The apparatus for the production of the acid solution consists of the sulphur-burner O, the wash-vessel for the gas W, and the vessel T for dissolving the gas in water.
The sulphur-burner O is a small brick vault of sufficient size to hold a vessel S having a capacity of a few quarts. In front the sulphur-burner is provided with a well-fitting door J, which is furnished with a small aperture for the introduction of an iron pipe into the burner. The lead-pipe R leads from O to the bottom of the wash-vessel W, and from the lid of the latter rises a pipe R1, and runs along the bottom of the trough filled with water. This trough is provided with a wooden lid and the cock H, and by means of the latter the fluid can be discharged into the vessel G.
Fig. 58.
The trough T is filled with water and W is also filled three-quarters full. In the burner O is placed a dish S filled with sulphur, and the latter ignited. The door is then closed and air blown in through A by means of a bellows, the joints of the door J being at the same time luted with clay.
In contact with air, the sulphur burns to sulphur dioxide. The latter is freed in the wash-vessel from sulphur vapor which has been carried along, and passes from R1 through the numerous perforations into the water in T where it is dissolved to sulphurous acid.
Saturation with sulphurous acid of the fluid in the trough is complete when the suffocating odor of the acid is perceptible in the proximity of T. The fluid is then discharged, replaced by water, which is again saturated with sulphuric acid, and so on.
The cakes of glue to be bleached are placed in a trough (Fig. 58), in which are arranged several frames, B, covered with linen. The cakes of glue are placed upon these frames and the trough is filled with sulphurous acid so that it stands a few inches deep over the uppermost frame. The cakes of glue swell up rapidly in the solution of sulphurous acid, and yielding up their salts become bleached. After twelve hours the fluid is discharged through the cock, H, and if glue of a particularly fine appearance is to be produced the cakes are treated twice more with solution of sulphurous acid.
When bleaching is finished the trough is filled with clean water, in which the glue is allowed to remain for a few hours, when the frames are lifted out and the cakes dried.
By this method glue may be bleached to such an extent as to render it fit as a substitute for gelatine for many purposes, for instance, for the imitation of thin plates of ivory.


## Exercise details
Each line below with the word "region" needs to be copied.

*** Provided records ***

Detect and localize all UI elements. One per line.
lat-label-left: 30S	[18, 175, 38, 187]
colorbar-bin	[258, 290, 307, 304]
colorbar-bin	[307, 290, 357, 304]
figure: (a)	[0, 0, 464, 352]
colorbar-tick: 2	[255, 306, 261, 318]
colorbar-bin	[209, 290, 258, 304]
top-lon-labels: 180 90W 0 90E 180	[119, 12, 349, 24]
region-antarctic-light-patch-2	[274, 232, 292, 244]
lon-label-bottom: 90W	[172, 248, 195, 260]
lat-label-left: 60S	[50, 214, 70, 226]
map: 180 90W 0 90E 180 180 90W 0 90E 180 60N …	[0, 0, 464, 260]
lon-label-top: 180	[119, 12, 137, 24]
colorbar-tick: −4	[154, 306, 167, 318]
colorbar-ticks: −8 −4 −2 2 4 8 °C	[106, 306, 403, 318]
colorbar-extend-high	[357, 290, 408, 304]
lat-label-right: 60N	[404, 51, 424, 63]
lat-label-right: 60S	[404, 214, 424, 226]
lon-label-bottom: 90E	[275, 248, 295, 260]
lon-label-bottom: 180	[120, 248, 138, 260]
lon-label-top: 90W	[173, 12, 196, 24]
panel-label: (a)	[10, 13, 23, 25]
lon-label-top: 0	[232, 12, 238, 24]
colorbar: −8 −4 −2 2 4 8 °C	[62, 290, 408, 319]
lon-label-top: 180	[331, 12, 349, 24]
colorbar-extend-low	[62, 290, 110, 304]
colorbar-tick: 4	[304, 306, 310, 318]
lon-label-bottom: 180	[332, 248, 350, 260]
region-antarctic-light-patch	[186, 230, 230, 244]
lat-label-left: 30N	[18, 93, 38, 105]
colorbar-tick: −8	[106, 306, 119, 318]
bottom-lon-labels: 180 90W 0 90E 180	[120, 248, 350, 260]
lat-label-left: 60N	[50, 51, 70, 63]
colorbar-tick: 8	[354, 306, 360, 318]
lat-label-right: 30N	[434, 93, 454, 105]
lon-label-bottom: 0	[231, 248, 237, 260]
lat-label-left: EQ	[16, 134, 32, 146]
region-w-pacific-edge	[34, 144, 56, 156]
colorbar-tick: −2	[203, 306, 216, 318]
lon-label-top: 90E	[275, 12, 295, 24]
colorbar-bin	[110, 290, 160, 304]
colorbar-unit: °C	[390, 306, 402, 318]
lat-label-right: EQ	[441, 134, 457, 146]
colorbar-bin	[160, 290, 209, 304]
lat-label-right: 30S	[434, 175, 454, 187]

*** End of Provided records ***
*** Provided records ***

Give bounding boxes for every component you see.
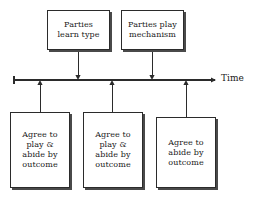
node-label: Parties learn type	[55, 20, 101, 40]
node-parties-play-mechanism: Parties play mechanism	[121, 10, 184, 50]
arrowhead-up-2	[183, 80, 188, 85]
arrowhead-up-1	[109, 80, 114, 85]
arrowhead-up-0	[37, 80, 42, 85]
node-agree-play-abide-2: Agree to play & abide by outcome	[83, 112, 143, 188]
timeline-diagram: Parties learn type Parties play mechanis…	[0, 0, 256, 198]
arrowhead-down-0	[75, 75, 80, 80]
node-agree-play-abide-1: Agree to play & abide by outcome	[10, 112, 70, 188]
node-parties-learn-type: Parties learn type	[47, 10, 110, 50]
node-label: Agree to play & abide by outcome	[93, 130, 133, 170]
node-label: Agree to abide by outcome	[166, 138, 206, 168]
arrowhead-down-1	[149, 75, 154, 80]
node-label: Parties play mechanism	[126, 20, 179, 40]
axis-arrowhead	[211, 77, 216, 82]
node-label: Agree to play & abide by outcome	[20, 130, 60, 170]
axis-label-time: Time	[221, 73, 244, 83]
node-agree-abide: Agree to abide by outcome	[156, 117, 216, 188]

*** End of Provided records ***

## Response to the task
region-antarctic-light-patch-2	[274, 232, 292, 244]
region-antarctic-light-patch	[186, 230, 230, 244]
region-w-pacific-edge	[34, 144, 56, 156]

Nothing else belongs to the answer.